Just then, Tang Wei entered the room, brushing off rain droplets from his blazer. He was one of Lin’s few holdover allies from the early Tiansheng days — shrewd, politically neutral, and increasingly observant of Cassandra’s orbit.

"She’s been eting with soone from the Dutch consulate. Twice this week," Tang said without needing to explain further.

Lin’s jaw tensed. "Comrce or culture?"

Tang tossed a file onto the table. "Officially, a ’sustainable design exchange.’ Unofficially, it’s a think-tank feeding policy suggestions directly into two EU subcommittees."

"Soft-diplomacy laundering," ng Qi muttered. "Classic move."

It was precisely what Lin feared — Cassandra wasn’t just subverting Apex from the inside. She was positioning herself as a bridgehead for broader influence — creating credibility in the West while embedding leverage in China.

Lin exhaled. "We’ll need to fracture that trust chain. Not destroy it — fracture it. I want you to identify three up-and-coming Chinese designers who’ve been overlooked by those Western think-tanks. Fund them. Elevate them. Then position them as the voice of ethical innovation."

"Cassandra won’t take that lightly," Tang warned.

"She shouldn’t."

That evening, Lin arrived at the gallery — a converted Qing-era mansion now housing oil paintings with brush strokes too deliberate to be pure.

Li Ruoxi was already there, dressed in crimson velvet, blending in yet radiating unmistakable intent.

"She funded two of these exhibitions anonymously," she said without preamble. "The gallery owner was sloppy — used the sa offshore account linked to an art-tech incubator she chairs in Berlin."

Lin followed her gaze toward a centerpiece — a portrait of a faceless woman, her mouth sewn shut with silver thread.

"ssage?" he asked.

Ruoxi’s lips twitched. "Warning."

They circled the room slowly. Outside, discreet operatives scanned foot traffic. Lin’s mind was quieter than usual — a rarity in weeks like these. He watched Ruoxi, not the art. She was one of the few who hadn’t been swayed or repelled by Cassandra’s presence. Instead, she studied her.

"Why do you think she’s pushing so hard?" Lin asked quietly. "This isn’t just business."
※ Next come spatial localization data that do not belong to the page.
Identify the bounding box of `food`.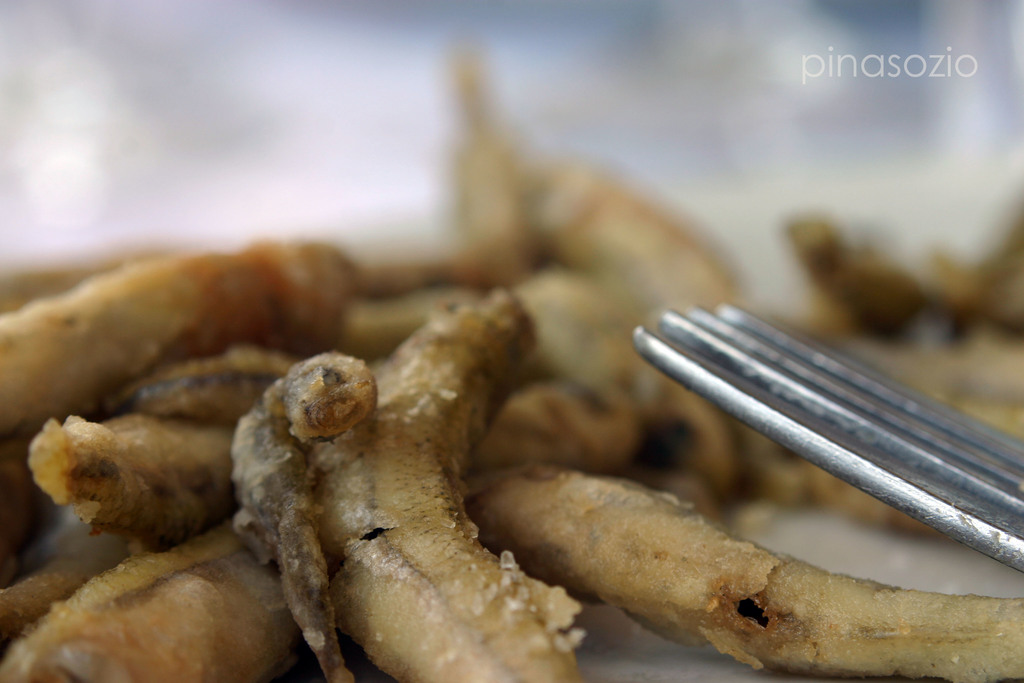
(left=114, top=103, right=991, bottom=663).
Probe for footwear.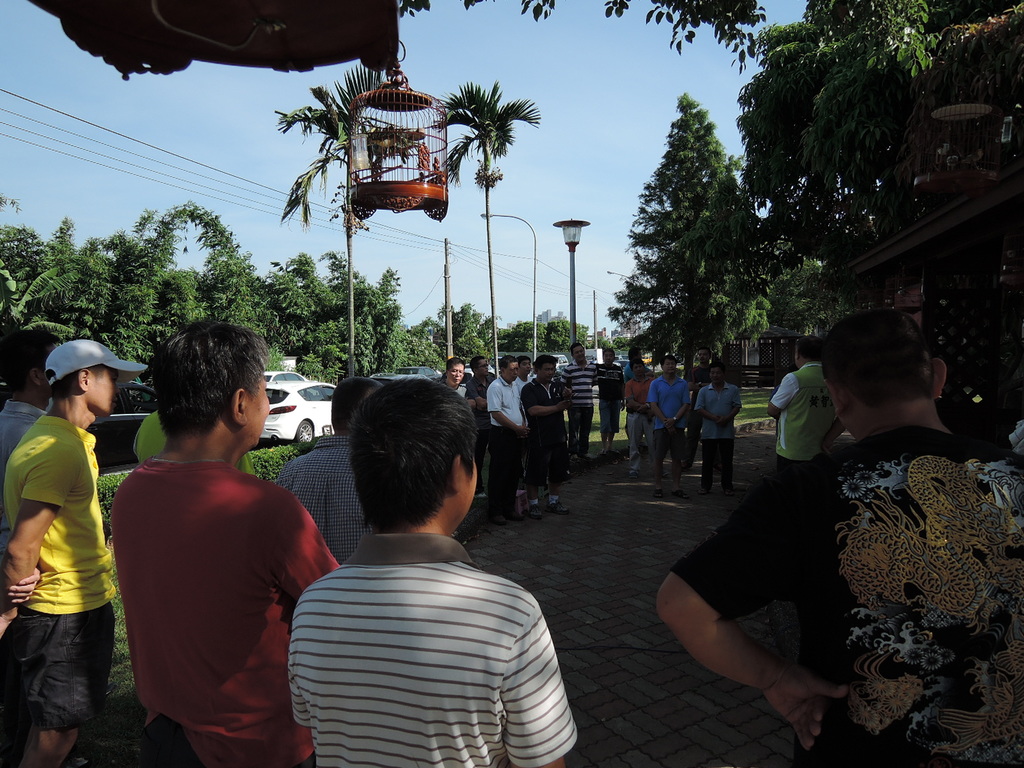
Probe result: rect(653, 486, 661, 497).
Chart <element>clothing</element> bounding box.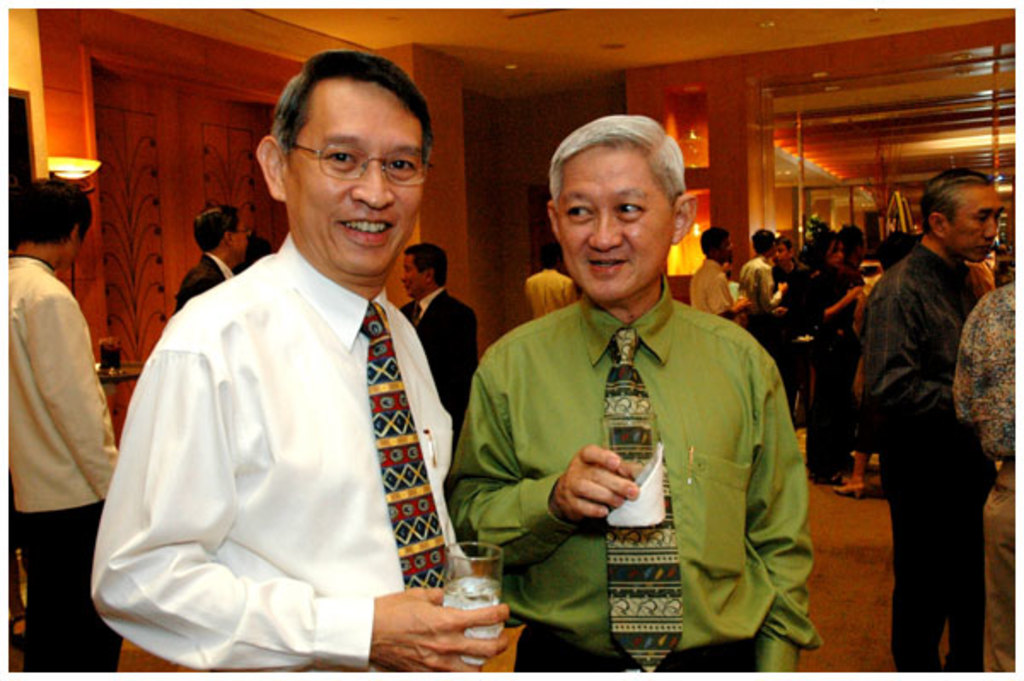
Charted: crop(2, 251, 121, 671).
Ruoxi paused in front of a piece titled Velvet Guillotine. Her voice was soft. "Because she sees you as the last threat she can’t seduce. You represent a system she can’t predict. You don’t desire the things she weaponizes."

That struck sothing deep.

Lin turned to her. "And you?"

Ruoxi smiled, but it didn’t reach her eyes. "I chose to play the ga beside you. That ans I’ve already made peace with not trying to change you."

They left the gallery together — not as lovers, but as aligned tacticians in a war most didn’t know was being fought.
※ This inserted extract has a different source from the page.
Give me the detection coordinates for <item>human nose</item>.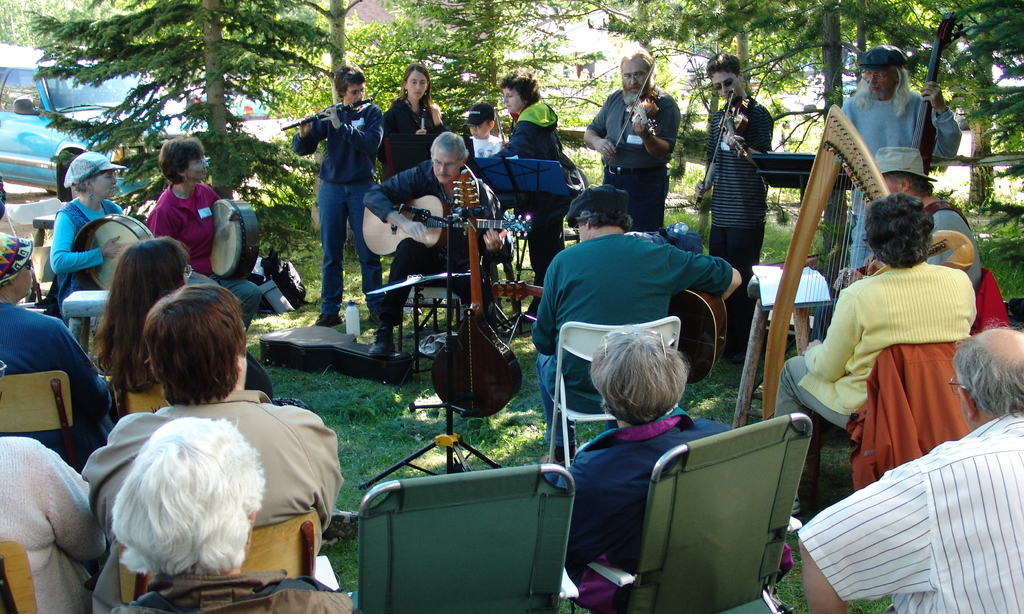
BBox(866, 72, 876, 83).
Two days later, the first trial run of the "Future Board" launched. Sun Yuhan handpicked nine young innovators — not all polished, but all hungry. They operated in a sealed simulation of Apex decision-making, evaluating mock crises and proposing live solutions.
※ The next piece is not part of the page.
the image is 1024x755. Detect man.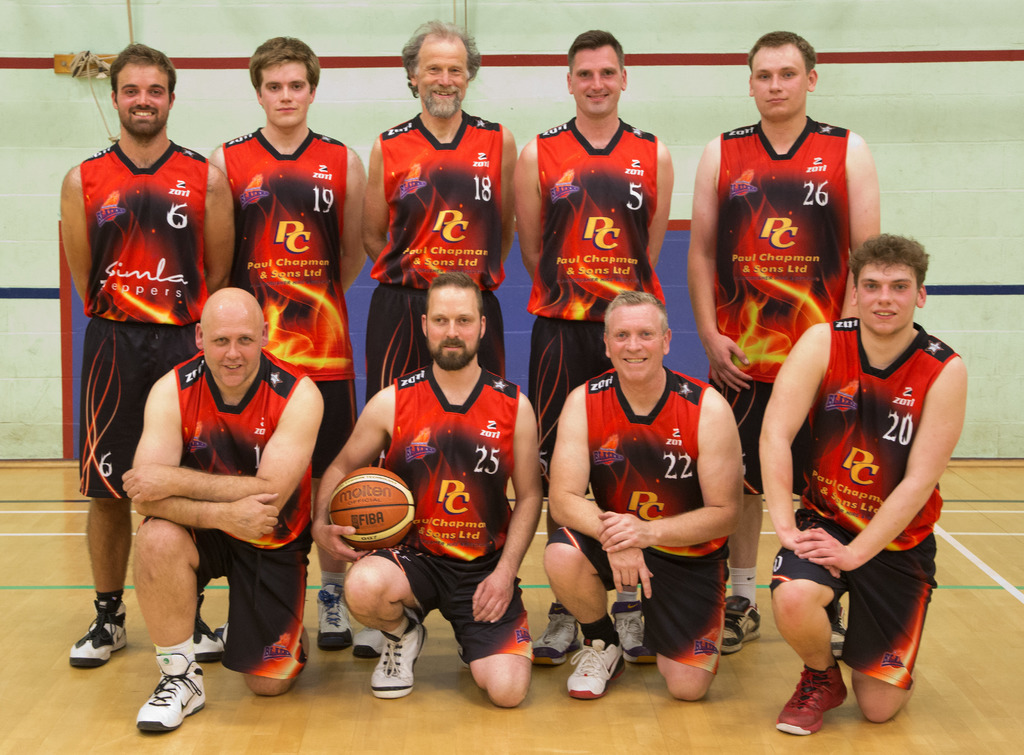
Detection: left=542, top=291, right=752, bottom=708.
Lin observed from behind tinted glass, alongside ng Qi.

"They’re faster," ng said. "Less bound by fear. One of them suggested dissolving three underperforming subsidiaries that legacy board mbers have been propping up for years."

Lin’s eyes narrowed. "We’ll leak that suggestion anonymously. Let’s see how Cassandra’s faction reacts."

It was more than a chess match now. It was a culture war within an empire.

At the heart of it all, Lin continued his silent tally — watching which allies bent subtly toward Cassandra’s charms, which ones hardened against them, and which ones disappeared into ambiguity.

The system had remained quiet for days, occasionally releasing minor benefits as the girls around him shifted in mood and proximity — but he didn’t chase those gains now. Not yet. The bigger payoff was still loading.

The money would co. The influence would solidify. But loyalty? That was the true currency being minted — forged in small etings, off-hand glances, and late-night confessions that had nothing to do with power and everything to do with trust.

And for the first ti, Lin Feng knew this next battle wasn’t just about blocking an external invader.

It was about re-forging the entire shape of his empire — with or without her in it.

You are reading The Billionaire's Multiplier System Chapter 107 - 108: Threads of Loyalty – Reshaping from Withi on novel69. Use the chapter navigation above or below to continue reading the latest translated chapters.